[[ Given information, beginning ]]

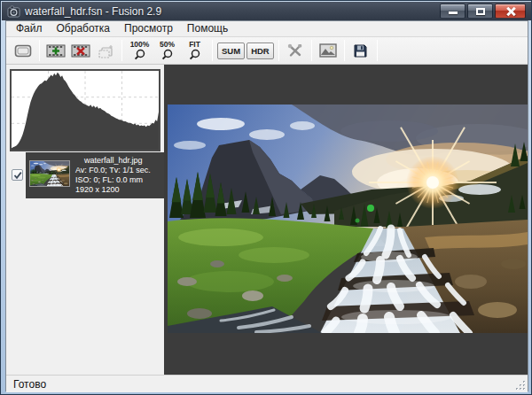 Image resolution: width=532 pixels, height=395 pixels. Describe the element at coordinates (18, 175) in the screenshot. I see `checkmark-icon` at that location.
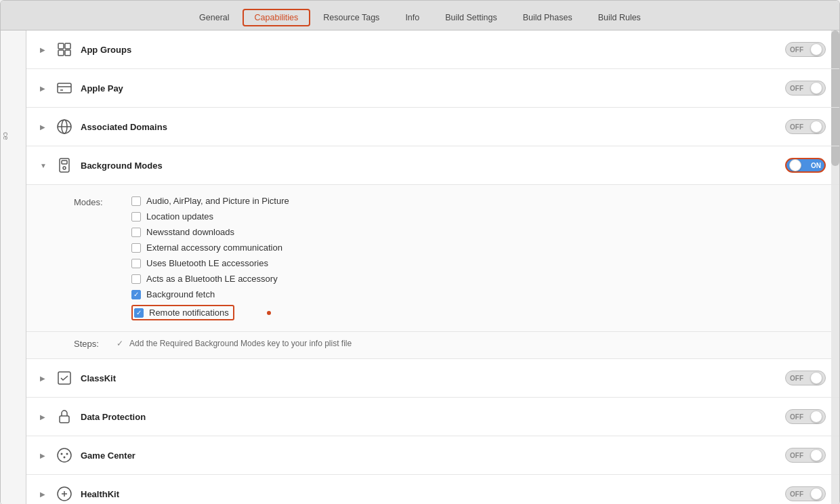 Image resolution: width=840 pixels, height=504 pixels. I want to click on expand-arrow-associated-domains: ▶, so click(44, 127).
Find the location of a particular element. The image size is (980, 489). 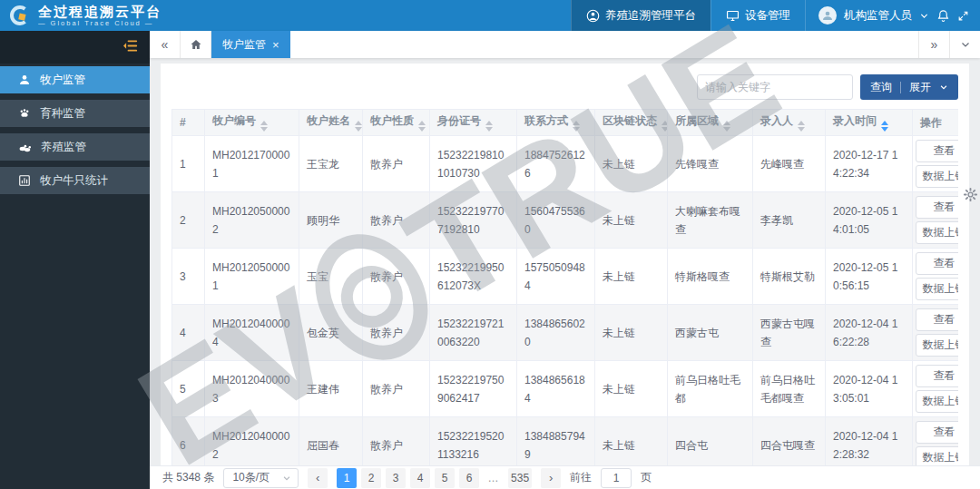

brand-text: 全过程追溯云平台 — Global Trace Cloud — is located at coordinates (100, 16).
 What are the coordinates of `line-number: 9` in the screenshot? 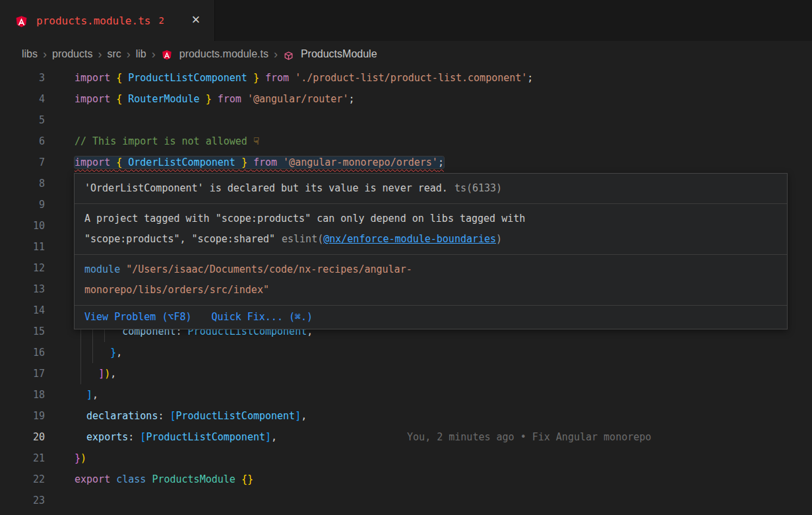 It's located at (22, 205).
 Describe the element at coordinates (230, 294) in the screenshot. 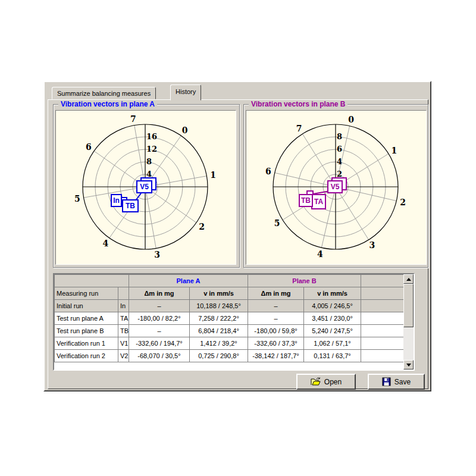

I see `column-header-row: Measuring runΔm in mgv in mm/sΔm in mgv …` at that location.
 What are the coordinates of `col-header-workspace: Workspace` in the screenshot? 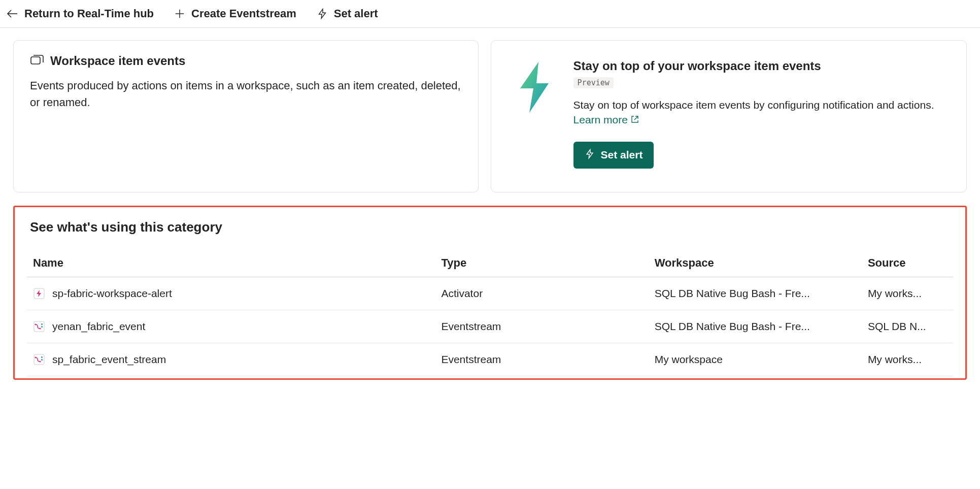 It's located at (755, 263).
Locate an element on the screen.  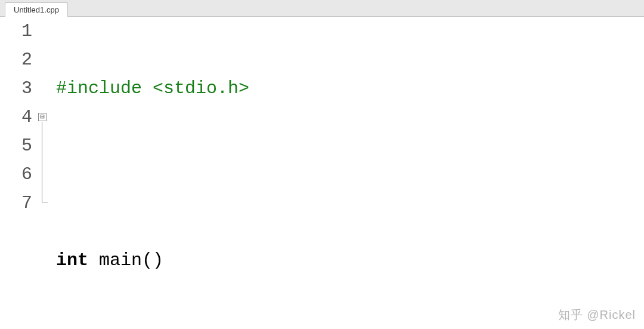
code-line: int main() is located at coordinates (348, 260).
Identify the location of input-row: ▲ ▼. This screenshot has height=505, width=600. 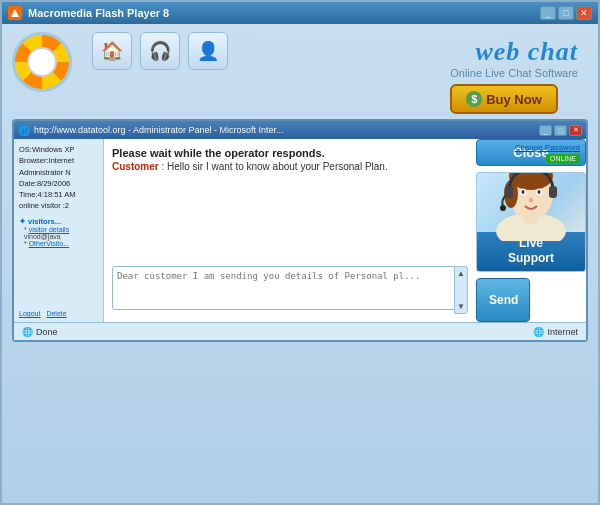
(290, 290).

[[ Given information, end ]]
[[ Given information, beginning ]]

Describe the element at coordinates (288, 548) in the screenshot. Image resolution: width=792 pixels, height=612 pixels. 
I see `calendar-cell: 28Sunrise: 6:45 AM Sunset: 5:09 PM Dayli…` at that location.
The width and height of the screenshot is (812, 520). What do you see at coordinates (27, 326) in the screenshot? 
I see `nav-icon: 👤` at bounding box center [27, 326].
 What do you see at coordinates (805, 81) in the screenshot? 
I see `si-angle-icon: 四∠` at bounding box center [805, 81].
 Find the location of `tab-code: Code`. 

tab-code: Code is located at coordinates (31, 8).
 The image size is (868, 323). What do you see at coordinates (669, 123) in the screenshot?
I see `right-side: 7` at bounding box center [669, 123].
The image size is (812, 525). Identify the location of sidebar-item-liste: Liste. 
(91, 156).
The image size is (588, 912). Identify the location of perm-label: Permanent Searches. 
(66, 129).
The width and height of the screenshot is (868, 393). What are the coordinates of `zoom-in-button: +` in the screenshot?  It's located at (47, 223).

[[ Given information, end ]]

_Exercise requirements_:
Exact duplication is required for the lines above, from the line that contains "What do you see at coordinates (805, 81)" to the line that contains "The width and height of the screenshot is (868, 393).", inclusive; omit all others.

_Answer to this problem_:
 What do you see at coordinates (805, 81) in the screenshot? 
I see `si-angle-icon: 四∠` at bounding box center [805, 81].
 Find the location of `tab-code: Code`. 

tab-code: Code is located at coordinates (31, 8).
 The image size is (868, 323). What do you see at coordinates (669, 123) in the screenshot?
I see `right-side: 7` at bounding box center [669, 123].
The image size is (812, 525). Identify the location of sidebar-item-liste: Liste. 
(91, 156).
The image size is (588, 912). Identify the location of perm-label: Permanent Searches. 
(66, 129).
The width and height of the screenshot is (868, 393). What are the coordinates of `zoom-in-button: +` in the screenshot?  It's located at (47, 223).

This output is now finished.